Tony nodded. Genoa was where Palladin had stopped running. He had insisted that the NATO team of debriefing experts come to him. He wasn’t going anywhere near Paris or Brussels, or even into Switzerland—all too obvious, all dangerous. He was ill, exhausted, and had come far enough by difficult routes. He had had enough of travel and tension: from Moscow to Odessa, to Istanbul where he made contact with a NATO agent. From Istanbul, his journey had been arranged for him, step by step—to the isla
nd of Lesbos by fishing-boat and then on a mail-boat to the Piraeus, with a quick change to a decrepit freighter bound for Brindisi near the heel of Italy. Italians had smuggled him by truck westwards to Reggio, and then north to Naples: another freighter—this time bound for Genoa; and there, in a safe-house, he decided to call a halt for three weeks. He had won that battle of wills. The specialists slipped into Genoa one by one, in order to gather all the information that was still so fresh in his mind. And he had won the second battle too: Menton, just across the French-Italian border, was where he had decided to start his new life.

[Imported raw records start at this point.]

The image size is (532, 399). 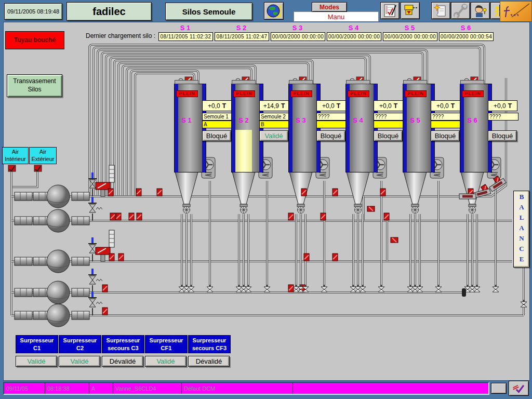 What do you see at coordinates (304, 128) in the screenshot?
I see `silo-tower: PLEIN S 3` at bounding box center [304, 128].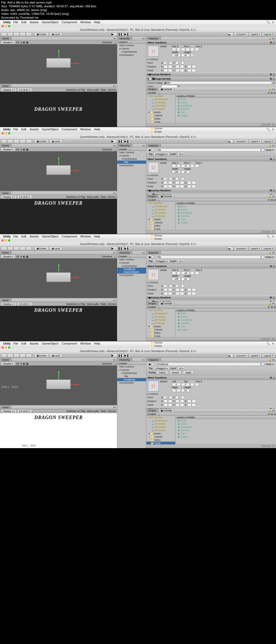 This screenshot has height=644, width=276. What do you see at coordinates (132, 271) in the screenshot?
I see `hierarchy-item-dragging: SmallBody (GameObject)` at bounding box center [132, 271].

“And he really is safe,” Nicole went on, “as safe as a man like him can expect to be.” Palladin had been one of the most important NATO agents in Moscow, a top-ranking KGB official. “He has changed his appearance, of course. He will really astound you when you see him.” Then, as Tony still kept silent, she said, “You do want to see him, don’t you?”
“I wish I could. But I think not. Your report will be enough.”
“But—”
“It isn’t necessary. Let’s keep his visitors to a minimum.” Especially the ones who might be traced, at some time, in some way, to NATO Intelligence. Nicole, of course, had been chosen for this assignment because her cover was secure and her connection with NATO unsuspected. W. B. Marriot (“Bill” to his friends) was also unknown to Soviet agents; and his household help, Bernard and Brigitte—a reliable couple from Switzerland, where Bill had supposedly spent the winter—were an efficient part of the team. Palladin completed the W.B. Marriot ménage as chauffeur—his own choice of occupation for his new identity as a French-Italian from Nice, name of Jean Parracini. (Bill carried his arm until recently in a sling, and leaned on a cane when he walked—a skiing accident last winter, the story went. It was obvious to everyone that he needed a driver.)
“But we’ve made arrangements to take care of any special visitors. They’ll bow in as Bill’s associates from the movie world—dropping in to see him for consultations on his new film-script. So, if you want to come up to the villa, it would be safe enough. Look—” she searched in her bag and found a small tourist folder with a map of Menton—“I’ve marked our house, very lightly. It’s a difficult place for strangers to find.”